All that’s a matter for capitalism and car nuts, and of no interest to socialists. But they are of huge interest to Zeitgeist, appearing as they do to back up the central argument that capitalism relies on inefficiency and outmoded technology.
This proposition is so demonstrably wrong as scarcely to be worth spelling out. Incredibly, Peter Joseph implies that capitalism will never find a cure for cancer because it will undermine cancer industry profits, and ditto for cheap solar panelling and the power industry. Logically, if capitalism was so anti-progress there would never have been any technology in the first place, nor any industrial revolution. To attack its ‘inability’ to promote technology is to attack it not at its weakest but at its strongest point. Alarmingly, Zeitgeist is choosing precisely the worst ground for its battle-line.
In fact, capitalism has cured or eradicated plague, typhus, syphilis, cholera, polio and smallpox, regardless of the money already being made in treating those diseases. It abolished steam power, horse power and gas light despite its huge investment in those infrastructures. Its achievements cannot and should not be denied unless one wants to look ridiculous. Indeed its greatest achievement is its potential undoing: it has embraced technological progress so successfully that productive processes now make it entirely feasible to move beyond capitalism altogether.
Workers need to know their enemy, not underestimate or misunderstand its methods. Most of the problems humans have are not caused by lack of technology, but lack of equal access to resources. Millions die because they can’t afford food or clean water or basic cheap medicines.
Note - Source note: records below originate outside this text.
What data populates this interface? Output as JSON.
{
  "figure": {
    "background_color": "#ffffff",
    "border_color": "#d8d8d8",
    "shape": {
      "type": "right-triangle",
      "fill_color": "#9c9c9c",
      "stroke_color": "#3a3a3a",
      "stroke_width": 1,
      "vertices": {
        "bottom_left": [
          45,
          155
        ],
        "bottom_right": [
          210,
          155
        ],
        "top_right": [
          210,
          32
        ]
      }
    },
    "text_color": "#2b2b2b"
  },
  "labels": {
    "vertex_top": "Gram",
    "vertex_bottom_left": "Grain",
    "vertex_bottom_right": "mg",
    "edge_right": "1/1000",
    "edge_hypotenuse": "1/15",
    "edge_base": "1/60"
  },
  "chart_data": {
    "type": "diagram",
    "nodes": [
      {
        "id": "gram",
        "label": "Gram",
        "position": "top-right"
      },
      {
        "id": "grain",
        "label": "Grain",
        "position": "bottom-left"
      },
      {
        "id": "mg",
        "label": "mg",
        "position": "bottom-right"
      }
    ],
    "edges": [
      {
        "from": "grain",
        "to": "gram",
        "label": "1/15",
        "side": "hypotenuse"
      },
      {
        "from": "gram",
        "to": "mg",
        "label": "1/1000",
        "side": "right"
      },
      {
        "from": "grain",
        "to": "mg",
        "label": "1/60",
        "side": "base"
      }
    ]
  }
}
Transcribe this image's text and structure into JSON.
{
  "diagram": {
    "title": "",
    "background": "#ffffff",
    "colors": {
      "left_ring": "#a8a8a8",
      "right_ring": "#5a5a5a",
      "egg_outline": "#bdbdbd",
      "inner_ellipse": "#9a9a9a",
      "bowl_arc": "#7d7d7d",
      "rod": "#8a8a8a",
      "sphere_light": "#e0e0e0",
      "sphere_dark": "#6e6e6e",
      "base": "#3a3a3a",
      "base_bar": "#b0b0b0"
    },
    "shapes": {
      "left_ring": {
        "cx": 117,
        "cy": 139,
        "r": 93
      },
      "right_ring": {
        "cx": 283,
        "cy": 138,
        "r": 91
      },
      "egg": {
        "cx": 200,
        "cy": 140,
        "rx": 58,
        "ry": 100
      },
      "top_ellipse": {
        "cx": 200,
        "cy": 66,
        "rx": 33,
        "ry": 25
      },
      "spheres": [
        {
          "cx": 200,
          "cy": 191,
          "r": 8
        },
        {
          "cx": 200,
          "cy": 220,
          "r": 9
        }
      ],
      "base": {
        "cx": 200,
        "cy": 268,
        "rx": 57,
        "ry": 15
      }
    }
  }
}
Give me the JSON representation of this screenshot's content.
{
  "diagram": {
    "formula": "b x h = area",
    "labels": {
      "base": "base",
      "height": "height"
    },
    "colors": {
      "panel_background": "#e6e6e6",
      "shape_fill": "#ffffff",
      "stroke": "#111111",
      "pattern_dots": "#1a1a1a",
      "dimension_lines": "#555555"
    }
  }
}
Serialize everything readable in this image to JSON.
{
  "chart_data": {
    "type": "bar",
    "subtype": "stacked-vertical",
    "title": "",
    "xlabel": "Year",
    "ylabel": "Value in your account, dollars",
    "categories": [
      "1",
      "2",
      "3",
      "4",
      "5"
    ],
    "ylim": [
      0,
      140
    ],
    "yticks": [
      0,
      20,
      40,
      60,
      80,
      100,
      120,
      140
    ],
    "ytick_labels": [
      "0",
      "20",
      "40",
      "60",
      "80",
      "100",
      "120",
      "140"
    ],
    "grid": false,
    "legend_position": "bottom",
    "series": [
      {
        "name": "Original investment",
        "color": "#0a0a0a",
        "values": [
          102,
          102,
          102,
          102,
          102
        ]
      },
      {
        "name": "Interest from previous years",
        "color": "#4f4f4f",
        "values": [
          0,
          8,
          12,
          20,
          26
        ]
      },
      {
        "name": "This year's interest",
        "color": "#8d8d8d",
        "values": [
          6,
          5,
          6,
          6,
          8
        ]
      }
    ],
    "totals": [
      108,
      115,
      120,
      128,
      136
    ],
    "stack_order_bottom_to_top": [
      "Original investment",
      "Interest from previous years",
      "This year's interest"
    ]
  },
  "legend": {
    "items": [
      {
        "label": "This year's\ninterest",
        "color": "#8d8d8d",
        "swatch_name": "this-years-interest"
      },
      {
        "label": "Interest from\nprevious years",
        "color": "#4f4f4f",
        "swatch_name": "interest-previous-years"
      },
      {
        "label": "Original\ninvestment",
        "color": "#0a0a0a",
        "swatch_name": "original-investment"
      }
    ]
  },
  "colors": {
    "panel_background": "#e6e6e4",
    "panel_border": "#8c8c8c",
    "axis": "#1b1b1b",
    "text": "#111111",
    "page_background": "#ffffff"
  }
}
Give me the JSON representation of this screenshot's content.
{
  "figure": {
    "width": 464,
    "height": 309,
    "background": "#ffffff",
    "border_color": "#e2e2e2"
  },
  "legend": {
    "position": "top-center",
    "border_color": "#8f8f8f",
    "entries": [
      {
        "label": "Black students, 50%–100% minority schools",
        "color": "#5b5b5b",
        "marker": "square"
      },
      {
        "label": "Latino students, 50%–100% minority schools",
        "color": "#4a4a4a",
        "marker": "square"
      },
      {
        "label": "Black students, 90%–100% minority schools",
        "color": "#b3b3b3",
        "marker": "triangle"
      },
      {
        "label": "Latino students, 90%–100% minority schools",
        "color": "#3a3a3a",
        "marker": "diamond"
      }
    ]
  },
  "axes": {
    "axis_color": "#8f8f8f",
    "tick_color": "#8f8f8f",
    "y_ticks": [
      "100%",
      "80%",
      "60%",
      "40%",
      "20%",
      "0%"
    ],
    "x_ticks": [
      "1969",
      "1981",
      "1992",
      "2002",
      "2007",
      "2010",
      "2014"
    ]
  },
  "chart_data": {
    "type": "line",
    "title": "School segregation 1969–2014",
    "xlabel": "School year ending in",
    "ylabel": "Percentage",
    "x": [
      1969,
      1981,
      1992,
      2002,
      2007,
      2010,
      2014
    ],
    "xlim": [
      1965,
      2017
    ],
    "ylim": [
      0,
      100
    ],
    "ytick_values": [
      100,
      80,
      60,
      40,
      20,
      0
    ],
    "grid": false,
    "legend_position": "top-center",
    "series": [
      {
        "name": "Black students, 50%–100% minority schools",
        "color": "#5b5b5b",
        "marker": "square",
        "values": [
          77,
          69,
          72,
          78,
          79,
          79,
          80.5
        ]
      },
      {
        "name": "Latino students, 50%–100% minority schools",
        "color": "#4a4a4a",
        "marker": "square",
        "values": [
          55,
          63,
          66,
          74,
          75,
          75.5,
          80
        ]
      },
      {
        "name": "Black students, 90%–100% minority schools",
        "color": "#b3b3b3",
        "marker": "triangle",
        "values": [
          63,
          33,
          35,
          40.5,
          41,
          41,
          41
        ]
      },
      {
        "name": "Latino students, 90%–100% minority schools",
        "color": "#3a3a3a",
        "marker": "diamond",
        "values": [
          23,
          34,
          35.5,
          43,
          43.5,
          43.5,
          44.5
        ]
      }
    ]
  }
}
War, violence and oppression are not technological problems, they exist because there are power elites who get their power from private property we humans should not allow anyone to own in the first place. These are the real weaknesses of capitalism, the ones which will not go away, the ones Zeitgeist really ought to be attacking instead of, like EV-nuts, bewailing its ‘failure’ to deliver the latest tech.
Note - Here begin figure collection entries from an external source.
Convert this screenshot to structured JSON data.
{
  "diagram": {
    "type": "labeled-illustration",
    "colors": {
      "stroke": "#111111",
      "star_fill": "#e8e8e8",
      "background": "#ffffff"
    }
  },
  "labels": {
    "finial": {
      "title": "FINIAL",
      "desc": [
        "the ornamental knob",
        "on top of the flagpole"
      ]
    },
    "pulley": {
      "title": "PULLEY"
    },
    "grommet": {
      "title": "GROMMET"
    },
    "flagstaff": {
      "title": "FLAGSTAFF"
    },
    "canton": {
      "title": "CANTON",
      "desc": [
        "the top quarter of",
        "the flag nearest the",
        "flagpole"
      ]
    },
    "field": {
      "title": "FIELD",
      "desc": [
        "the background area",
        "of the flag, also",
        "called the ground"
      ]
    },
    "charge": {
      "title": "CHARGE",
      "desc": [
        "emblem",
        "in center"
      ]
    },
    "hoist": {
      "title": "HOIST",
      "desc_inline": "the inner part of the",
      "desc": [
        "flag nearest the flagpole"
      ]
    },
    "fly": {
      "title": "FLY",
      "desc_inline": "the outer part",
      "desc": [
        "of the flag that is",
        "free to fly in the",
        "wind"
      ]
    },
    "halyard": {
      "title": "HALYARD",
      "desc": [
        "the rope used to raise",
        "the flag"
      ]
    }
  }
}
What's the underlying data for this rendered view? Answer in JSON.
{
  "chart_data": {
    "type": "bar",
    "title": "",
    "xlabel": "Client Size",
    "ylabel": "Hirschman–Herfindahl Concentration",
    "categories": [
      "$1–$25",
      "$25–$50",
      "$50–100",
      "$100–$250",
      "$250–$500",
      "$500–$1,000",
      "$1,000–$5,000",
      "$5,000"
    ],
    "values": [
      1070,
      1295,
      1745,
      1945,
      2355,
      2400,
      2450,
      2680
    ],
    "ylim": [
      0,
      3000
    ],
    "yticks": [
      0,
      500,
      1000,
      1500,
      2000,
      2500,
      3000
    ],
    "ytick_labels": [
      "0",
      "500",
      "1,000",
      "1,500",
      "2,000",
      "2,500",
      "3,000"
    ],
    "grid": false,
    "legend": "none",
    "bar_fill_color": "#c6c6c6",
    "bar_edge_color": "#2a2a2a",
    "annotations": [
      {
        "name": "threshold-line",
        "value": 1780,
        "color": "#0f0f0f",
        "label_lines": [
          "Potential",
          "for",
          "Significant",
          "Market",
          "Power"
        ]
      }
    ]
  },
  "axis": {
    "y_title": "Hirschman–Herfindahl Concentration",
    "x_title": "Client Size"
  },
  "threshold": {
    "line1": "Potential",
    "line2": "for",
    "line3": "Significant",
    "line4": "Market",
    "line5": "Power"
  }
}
It’s possible that Zeitgeist are reluctant to confront the reality of ruling class power, in case the merest hint of conflict causes the enthusiasm to evaporate and the followers to melt away. But we’re not making the class war up, and we can’t wish it away: “There’s class warfare, all right,” Mr. (Warren) Buffett said, “but it’s my class, the rich class, that’s making war, and we’re winning” (New York Times, 26 November, 2006). Tiananmen Square students innocently thought they could win freedom by pushing flowers into gun barrels. In their zeal to promote a vision of a happy-tech cyber-future, the Venus visionaries are tip-toeing on a dangerous edge. In replacing class struggle with a faith in machines, Zeitgeist has created a spectre which will return to haunt them.